Constructing College Communities

Instructors

Elizabeth Smith
Dr. Elizabeth Smith’s PhD is in Sociocultural Anthropology from New York University. Her research concerns material culture and nationalism in museums, race and media images of Nubians in Egypt, identification with archaeological sites in nostalgia for Nubia, and how photographs of Nubia circulate in popular culture. Professor Smith has taught courses on cultural anthropology, gender in the Middle East, tourism and museums, and the history of anthropology. Prior to coming to Northwestern in 2013, she was an Assistant Professor of Anthropology at the University of Vermont and a Postdoctoral Fellow in the Center for Middle Eastern Studies at the University of California-Berkeley.

Meeting Info

Willard Hall B72: Wed, Fri 12:30PM - 1:50PM

Overview of class

How do students build community at Northwestern University, an elite, private, PWI (predominantly white institution) in the midwestern United States?

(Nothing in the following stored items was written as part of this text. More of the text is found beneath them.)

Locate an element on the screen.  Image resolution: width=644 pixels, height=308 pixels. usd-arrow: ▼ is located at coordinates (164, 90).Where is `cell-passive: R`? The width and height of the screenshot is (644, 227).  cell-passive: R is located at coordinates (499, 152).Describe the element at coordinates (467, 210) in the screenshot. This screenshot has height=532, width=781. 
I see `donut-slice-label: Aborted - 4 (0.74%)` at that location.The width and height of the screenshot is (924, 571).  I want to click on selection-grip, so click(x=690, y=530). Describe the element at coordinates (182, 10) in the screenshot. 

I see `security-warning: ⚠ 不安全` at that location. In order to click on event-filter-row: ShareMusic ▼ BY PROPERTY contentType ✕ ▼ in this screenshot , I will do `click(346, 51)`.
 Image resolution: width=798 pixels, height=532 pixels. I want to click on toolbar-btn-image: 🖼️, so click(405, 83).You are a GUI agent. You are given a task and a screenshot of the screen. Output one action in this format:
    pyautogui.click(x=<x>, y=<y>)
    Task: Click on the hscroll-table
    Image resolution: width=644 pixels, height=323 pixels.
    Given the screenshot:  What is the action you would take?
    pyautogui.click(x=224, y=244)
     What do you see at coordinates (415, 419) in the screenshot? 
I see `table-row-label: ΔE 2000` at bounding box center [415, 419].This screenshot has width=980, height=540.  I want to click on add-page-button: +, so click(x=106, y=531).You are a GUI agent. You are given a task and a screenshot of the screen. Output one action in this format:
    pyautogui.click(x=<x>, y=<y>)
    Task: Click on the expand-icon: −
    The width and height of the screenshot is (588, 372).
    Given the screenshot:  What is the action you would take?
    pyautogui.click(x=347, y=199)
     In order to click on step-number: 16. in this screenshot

How do cultural anthropologists think and write about people and places? What is your place at Northwestern? To find out, you will research, write, and communicate using anthropology's most famous methods: participant observation fieldwork, writing fieldnotes on your observations, and creating a final ethnography on one aspect of life on campus you choose to study throughout the quarter. Weekly readings and class discussions inform your observations, building toward a final creative/academic project presentation. We pay particular attention to intersecting power structures such as racialized identities, gender, sexuality, economic inequality, and cultural production. An important part of the course consists of in-class roundtables where we host guest speakers from NU student groups alongside local organizations for dialogue on current issues facing our communities. Conducting your own participant-observation research will empower you to 1. make sense of your environment in the current moment, 2. turn an analytical eye toward Northwestern as an institution, and 3. critically develop your new role as a college student. Requirements include contribution to class discussion, hosting roundtables, developing your field research project, and your final project presentation of your research results which can be creative, analytic, or a mix of both—past students have written and performed songs and poetry or created podcasts, maps, and hand-drawn illustrations as well as more traditional academic analyses. Course materials include one book for purchase ($15/ebook or $36/print) and book chapters, articles, and film/media accessed online in Canvas (free).

Registration Requirements

First-year only

Class Materials (Required)

Field Notes: A Guided Journal for Doing Anthropology by Luis A. Vivanco. Oxford University Press, 2016. ISBN: 9780190642204 for ebook rental or find print copy online.

Class Attributes

WCAS College Seminar

Enrollment Requirements

Enrollment Requirements: Weinberg First Year Seminars are only available to first-year students.